Effectiveness of Government policy

This study analysed the effectiveness of policy in terms of the extent to which it is expected to deliver the carbon reductions required by Government and Climate Change Committee targets. The table below sets out the results for current policy with and without assumptions regarding product policy. This shows that current policies are expected to meet 2020 targets only if assumptions regarding policy impacts, particularly product policy, are borne out. If not, there will be an approximately 8-million-tonne carbon dioxide (MtCO2) shortfall.

An alternative approach

The study then asked the question ‘What would a fully-funded, fair and effective policy to reduce carbon emissions from household fuel use look like?’ An alternative policy scenario approach was modelled, to incorporate a wide-scale retrofit of the English housing stock, with optimum combinations of housing energy performance measures deployed, whilst avoiding the regressive distributional impacts of the current approach to policy cost recovery.

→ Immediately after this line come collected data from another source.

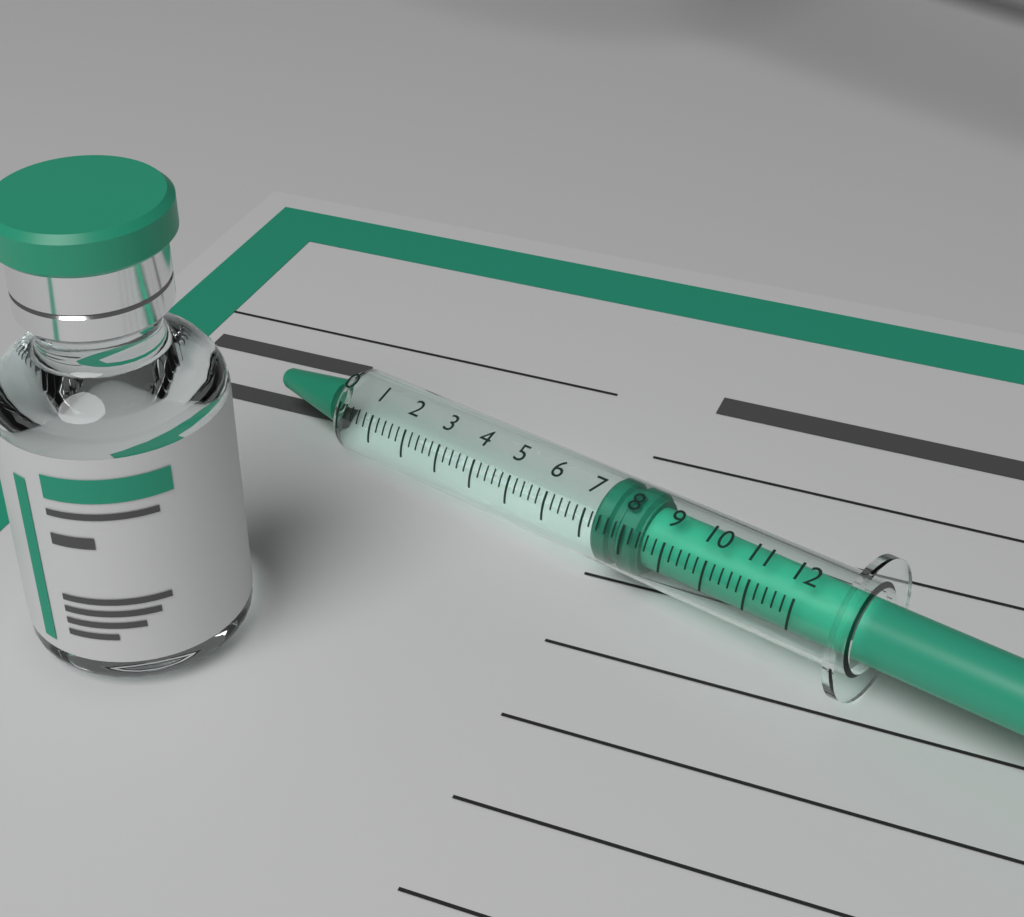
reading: 7.2 (no unit)
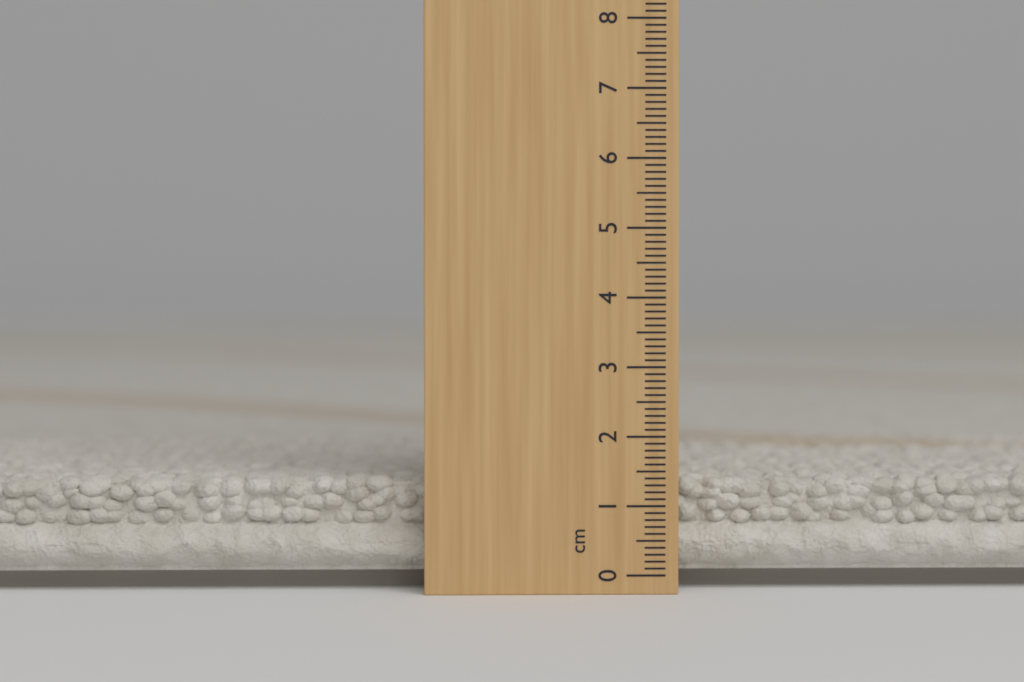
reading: 1.4 cm
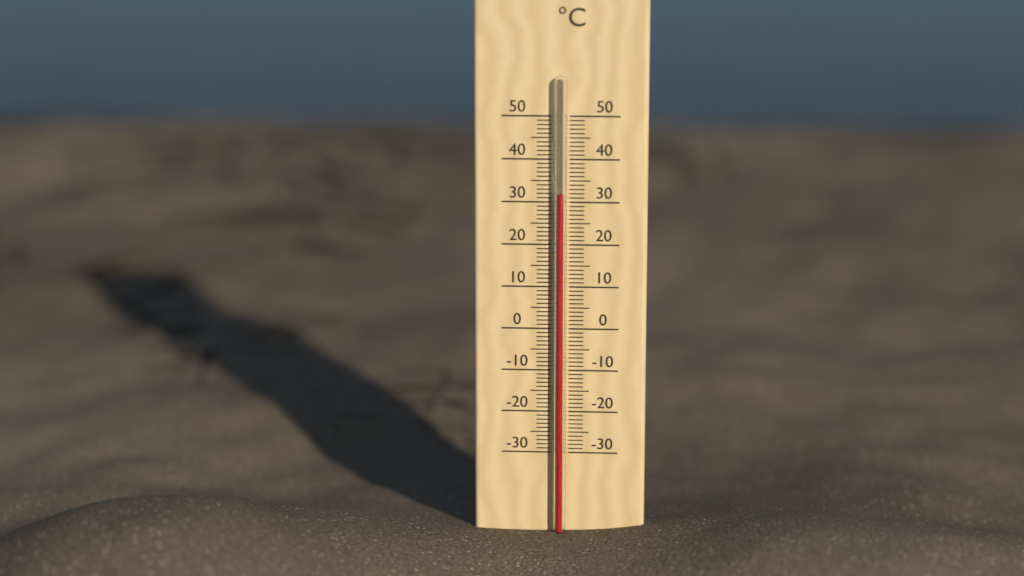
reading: 32 °C
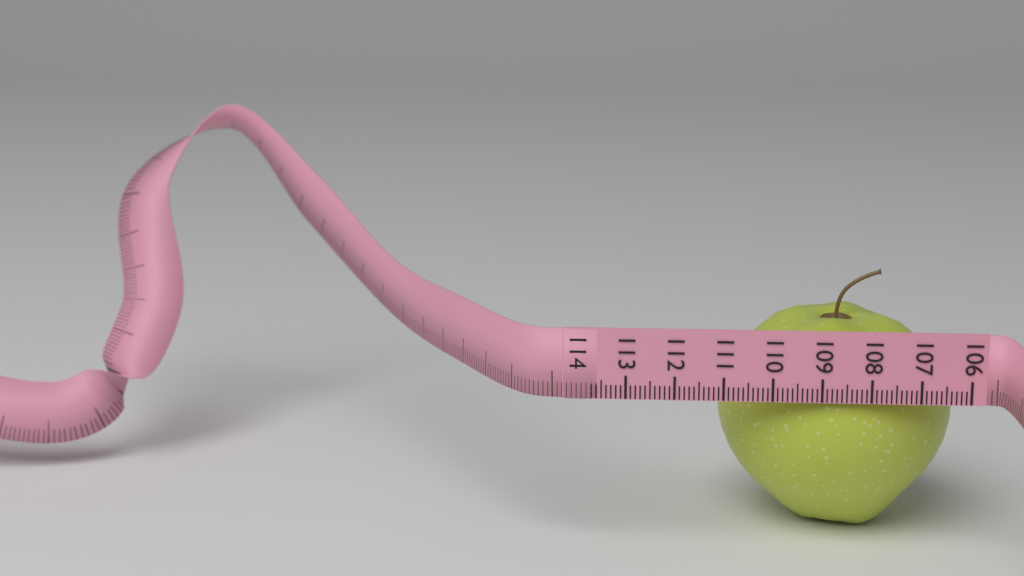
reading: 111.0 (no unit)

Table 1 shows that the optimisation of housing improvements results in total carbon reductions of 60 per cent on 1990 levels, which equates to around 77 million tonnes by 2030 (the modelled year for policy completion). This is significantly more than the savings expected from existing policies by 2020. However, cost recovery for such an ambitious and capital intensive policy needs to be carefully designed to avoid regressive impacts. A combination of revenue sources were explored including income tax, upstream carbon pricing mechanisms, savings from means testing of the Winter Fuel Payment and a Green Deal charge on the bills of wealthier households i.e. income deciles 5 and above. The programme achieves a progressive overall result as low income households receive free measures and householders who receive measures last do not face a significant rise in energy costs to pay for the benefits experienced by others. The programme requires a significant investment of £293 billion between 2012 and 2030 (the equivalent of around £17 billion per year) with 39 per cent being raised by Green Deal finance and the remainder from income tax and other sources; however, this translates to 150,000 new jobs and fuel bill savings of over £1.52 billion in 2020 alone.

Fuel poverty

In 2010, official Government figures estimated there were 3.5 million households in fuel poverty in England. This could rise to 4.9 million by 2020 without any energy interventions; however, if Government policy performs as they expect, this could be reduced to 3 million in 2020. Adopting the alternative scenario for retrofitting the housing stock could reduce fuel poverty to 2.8 million in 2020 (part way through the roll-out of measures) with a further reduction to 2.4 million by 2030 (when the works are complete). Under the proposed Hills Review definition of fuel poverty, a household is fuel poor if it has a low income and faces high energy costs i.e. above the median for all households. As a result, fuel poverty numbers vary less between the different scenarios. The new headcount measure has been criticised by fuel poverty experts due to a lack of responsiveness to fuel prices and a median cost threshold that is too high i.e. it may lead to an underestimation of the real experience of fuel poverty.

Conclusions

Current approaches to reducing household emissions appear to be less than fair in terms of the income distribution of their costs and benefits, and unlikely to deliver the required emissions reductions. This injustice is accentuated by the fact that richer households emit more than their ‘share’ of carbon but contribute less than their share to the policy costs of cutting emissions. Despite falling short of the 80 per cent reduction on 1990 emissions required by 2050, this study shows that a deeper programme of retrofit can achieve significantly higher savings than those expected from current Government policy i.e. 60 per cent compared to 41 per cent by 2030. This retrofit would cost around £293 billion, which could be raised from a combination of taxation, carbon revenues and a Green Deal charge on the bills of wealthier households, with progressive results.